INS NYC 2024 Program

Poster

Poster Session 06 Program Schedule

02/15/2024
04:00 pm - 05:15 pm
Room: Shubert Complex (Posters 1-60)

Poster Session 06: Aging | MCI | Neurodegenerative Disease - PART 2


Final Abstract #44

Time-Based Prospective Memory Predicts Overestimation of Performance Speed on Functional Tasks Among Community-Dwelling Older Adults

Michelle Gereau Mora, University of Utah, Salt Lake City, United States
Yanet Matos Roig, University of Utah, Salt Lake City, United States
Yana Suchy, University of Utah, Salt Lake City, United States

Category: Aging

Keyword 1: executive functions
Keyword 2: metacognition
Keyword 3: memory: prospective

Objective:

Much research has demonstrated the fallibility of self-reports of instrumental activities of daily living (IADLs) among seemingly cognitively intact older adults (Harty et al., 2013; McAlister & Schmitter-Edgecombe, 2016; Suchy et al., 2011; Weakley et al., 2019), thus suggesting varying self-appraisal accuracy or “insight” and, consequently, a potential for diminished independence (Hertzog & Jopp, 2010; Shaked et al., 2019). How accurately older adults self-appraise their own speed of IADL performance may be of particular relevance for functional independence, as evidence suggests that slowed speed provides unique information, not captured by errors, in predicting subtle deficits in this population (Gregory et al., 2009; Lassen-Greene et al., 2017; Wadley et al., 2008). In fact, a recent study found that community-dwelling older adults tended to overestimate their speed of performance on IADL tasks (Gereau Mora & Suchy, 2023). Insight about one’s own performance has been linked to prospective memory (PM; Kuhlmann, 2019), broadly defined as the ability to remember to carry out previously-planned actions at a specified later point (Rummel & McDaniel, 2019), which has been deemed essential to functional independence during aging (Cavuoto et al., 2017; Hering et al., 2018; Kliegel et al., 2008; Tierney et al., 2016).
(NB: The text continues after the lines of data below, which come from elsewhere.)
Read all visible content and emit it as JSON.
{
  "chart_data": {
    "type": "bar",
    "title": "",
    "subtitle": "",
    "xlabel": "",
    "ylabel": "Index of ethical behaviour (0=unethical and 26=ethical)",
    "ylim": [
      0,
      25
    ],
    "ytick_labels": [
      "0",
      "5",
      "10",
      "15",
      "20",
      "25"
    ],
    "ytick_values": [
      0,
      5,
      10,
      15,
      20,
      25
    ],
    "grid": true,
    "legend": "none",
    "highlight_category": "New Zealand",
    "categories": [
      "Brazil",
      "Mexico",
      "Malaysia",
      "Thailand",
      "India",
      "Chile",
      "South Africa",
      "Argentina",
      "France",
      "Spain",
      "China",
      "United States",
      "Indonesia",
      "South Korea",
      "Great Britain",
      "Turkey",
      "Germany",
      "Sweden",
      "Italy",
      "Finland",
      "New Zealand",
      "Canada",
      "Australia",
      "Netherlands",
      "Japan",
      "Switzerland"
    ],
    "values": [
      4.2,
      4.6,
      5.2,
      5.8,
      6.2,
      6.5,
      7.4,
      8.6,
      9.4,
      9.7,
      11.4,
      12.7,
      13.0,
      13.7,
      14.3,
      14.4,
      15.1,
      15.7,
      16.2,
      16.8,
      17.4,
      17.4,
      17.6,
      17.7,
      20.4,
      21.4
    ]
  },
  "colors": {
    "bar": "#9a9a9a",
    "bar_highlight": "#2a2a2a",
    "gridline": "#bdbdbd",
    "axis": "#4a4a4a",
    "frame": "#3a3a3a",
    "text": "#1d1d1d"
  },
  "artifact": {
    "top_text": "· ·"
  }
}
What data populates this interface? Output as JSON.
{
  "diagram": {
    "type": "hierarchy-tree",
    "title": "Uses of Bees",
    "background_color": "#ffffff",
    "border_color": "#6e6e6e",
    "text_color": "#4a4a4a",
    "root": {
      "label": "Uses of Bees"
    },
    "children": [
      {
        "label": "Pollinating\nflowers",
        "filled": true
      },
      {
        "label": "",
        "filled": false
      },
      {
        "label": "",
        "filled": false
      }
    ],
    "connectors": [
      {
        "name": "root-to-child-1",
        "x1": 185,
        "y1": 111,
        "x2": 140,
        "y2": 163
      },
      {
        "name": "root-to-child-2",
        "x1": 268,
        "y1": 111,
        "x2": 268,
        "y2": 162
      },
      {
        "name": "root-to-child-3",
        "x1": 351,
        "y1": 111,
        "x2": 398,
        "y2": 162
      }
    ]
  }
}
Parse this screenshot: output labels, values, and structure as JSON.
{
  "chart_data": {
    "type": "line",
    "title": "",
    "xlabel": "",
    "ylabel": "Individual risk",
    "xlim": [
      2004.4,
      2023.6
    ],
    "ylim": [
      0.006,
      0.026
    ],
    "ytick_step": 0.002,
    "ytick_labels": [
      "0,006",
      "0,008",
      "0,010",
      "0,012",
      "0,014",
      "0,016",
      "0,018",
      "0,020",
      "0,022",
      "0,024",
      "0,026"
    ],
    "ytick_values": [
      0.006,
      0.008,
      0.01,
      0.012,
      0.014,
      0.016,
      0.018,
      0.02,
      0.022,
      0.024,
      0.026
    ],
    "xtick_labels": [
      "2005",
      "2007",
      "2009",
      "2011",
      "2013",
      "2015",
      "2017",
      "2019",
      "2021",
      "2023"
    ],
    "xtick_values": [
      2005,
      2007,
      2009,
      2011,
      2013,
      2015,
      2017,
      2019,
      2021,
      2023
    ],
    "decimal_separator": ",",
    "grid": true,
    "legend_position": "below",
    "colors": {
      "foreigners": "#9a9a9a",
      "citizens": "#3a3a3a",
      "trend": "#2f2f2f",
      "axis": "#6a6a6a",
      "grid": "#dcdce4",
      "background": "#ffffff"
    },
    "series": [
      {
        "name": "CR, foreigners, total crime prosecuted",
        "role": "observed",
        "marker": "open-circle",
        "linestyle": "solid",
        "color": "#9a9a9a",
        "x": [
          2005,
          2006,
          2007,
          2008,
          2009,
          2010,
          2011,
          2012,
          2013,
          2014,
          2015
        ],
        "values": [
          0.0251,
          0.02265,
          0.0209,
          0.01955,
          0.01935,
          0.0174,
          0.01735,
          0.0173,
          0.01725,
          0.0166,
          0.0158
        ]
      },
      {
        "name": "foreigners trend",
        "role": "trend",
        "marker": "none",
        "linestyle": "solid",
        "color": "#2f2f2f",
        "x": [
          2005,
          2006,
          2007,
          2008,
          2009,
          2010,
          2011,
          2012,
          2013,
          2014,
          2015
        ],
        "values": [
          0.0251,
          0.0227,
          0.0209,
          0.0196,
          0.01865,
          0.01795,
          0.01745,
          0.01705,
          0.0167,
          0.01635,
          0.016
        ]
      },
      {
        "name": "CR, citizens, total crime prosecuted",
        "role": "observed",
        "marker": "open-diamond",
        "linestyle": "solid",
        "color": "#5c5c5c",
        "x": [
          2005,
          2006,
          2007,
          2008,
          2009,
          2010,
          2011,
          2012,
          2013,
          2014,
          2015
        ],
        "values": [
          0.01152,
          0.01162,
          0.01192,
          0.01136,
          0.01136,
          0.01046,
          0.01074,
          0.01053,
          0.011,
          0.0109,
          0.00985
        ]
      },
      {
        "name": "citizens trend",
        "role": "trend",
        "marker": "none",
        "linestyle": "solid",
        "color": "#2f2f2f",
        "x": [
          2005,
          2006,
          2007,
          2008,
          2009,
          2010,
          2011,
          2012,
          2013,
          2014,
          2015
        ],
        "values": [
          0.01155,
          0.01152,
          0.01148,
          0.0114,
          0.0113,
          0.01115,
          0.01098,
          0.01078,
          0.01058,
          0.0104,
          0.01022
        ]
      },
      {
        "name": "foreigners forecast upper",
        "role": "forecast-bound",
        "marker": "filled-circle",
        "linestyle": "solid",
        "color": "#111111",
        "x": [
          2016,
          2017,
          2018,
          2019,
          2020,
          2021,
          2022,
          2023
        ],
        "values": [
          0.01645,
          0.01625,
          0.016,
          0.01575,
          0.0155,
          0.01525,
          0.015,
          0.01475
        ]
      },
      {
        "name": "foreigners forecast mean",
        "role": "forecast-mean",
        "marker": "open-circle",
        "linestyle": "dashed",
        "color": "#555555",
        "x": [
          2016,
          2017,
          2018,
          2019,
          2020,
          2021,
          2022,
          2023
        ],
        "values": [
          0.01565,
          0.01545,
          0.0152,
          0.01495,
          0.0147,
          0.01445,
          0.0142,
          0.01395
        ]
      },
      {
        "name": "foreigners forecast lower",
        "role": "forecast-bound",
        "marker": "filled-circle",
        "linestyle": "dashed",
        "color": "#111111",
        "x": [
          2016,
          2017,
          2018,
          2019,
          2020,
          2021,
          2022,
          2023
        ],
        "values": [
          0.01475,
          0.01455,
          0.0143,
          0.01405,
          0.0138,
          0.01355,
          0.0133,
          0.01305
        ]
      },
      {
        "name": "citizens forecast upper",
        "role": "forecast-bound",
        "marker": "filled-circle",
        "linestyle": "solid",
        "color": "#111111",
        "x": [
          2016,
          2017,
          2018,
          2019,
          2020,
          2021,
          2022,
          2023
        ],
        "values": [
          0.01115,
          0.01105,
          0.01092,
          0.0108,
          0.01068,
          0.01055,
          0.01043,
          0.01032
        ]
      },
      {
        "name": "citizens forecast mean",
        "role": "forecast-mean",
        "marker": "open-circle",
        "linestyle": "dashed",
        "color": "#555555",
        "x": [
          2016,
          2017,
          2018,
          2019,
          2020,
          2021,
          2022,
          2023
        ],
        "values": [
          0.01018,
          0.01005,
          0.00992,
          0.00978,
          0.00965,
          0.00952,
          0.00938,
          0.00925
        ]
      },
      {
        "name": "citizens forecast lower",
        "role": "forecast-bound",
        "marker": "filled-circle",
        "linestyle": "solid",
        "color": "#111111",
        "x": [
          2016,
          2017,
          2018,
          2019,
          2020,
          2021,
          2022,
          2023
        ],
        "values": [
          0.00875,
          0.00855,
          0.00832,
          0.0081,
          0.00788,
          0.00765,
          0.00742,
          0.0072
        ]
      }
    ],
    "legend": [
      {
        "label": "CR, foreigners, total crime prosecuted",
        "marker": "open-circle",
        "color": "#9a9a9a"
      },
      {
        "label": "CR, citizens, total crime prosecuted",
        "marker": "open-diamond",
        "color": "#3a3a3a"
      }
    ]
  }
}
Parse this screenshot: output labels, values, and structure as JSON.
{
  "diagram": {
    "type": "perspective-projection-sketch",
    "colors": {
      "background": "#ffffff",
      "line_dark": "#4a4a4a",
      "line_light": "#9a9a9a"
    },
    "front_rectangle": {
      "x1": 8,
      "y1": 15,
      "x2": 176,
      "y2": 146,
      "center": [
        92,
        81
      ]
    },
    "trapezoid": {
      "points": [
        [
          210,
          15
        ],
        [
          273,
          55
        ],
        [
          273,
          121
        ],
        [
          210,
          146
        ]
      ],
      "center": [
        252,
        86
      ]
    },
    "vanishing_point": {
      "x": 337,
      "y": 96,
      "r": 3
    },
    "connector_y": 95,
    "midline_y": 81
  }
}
Additionally, PM and insight are supported by overlapping brain regions within the rostral/anterior lateral pre-frontal cortex (Baird et al., 2013; Burgess et al., 2008; Fleming et al., 2014; Picton et al., 2006; Volle et al., 2011). Thus, the aim of the study is to examine the relationship between PM and how accurately nondemented older adults appraise the speed of their IADL performance.

Participants and Methods:

Ninety non-demented community-dwelling older adults (M age = 69 years; 70% female, 30% male; 86.7% non-Hispanic, 5.6% Hispanic, 7.8% undisclosed; 92.2% White, 1.1% multiple races, 2.2% other, 4.5% undisclosed) completed performance-based IADLs, two types of PM tasks (time- and event-based, hereafter “PM-time” and “PM-event”), and measures of executive functioning (EF). Age-adjusted time to complete IADL tasks (“IADL performance”), an average of each participant’s judgements about their speed relative to others of similar age (“average self-appraisal”), and PM-time and PM-event scores were computed.

Results:

A mixed model repeated measure ANOVA was run using IADL performance and average self-appraisal as the dependent variables and “insight” (i.e., discrepancy between the two dependent variables) as the within-group factor. When entered individually, PM-time (F(1,88)=12.02, p>.001, ηp2=.120) and PM-event (F(1,88)=5.42, p=.022, ηp2=.058) each significantly interacted with the insight factor; however, only PM-time continued to interact with insight (F(1,85)=5.05, p=.027, ηp2=.056) beyond PM-event (p=.05), as well as overall EF and lower-order component processes (p values>.05). Results held after including cognitive status, age, and education in the model.

Conclusions:

Results suggest that seemingly cognitively healthy older adults with poorer time-based prospective memory may be at risk for inaccurate self-appraisals of their own daily functioning, and in particular the efficiency with which they are able to complete IADLs.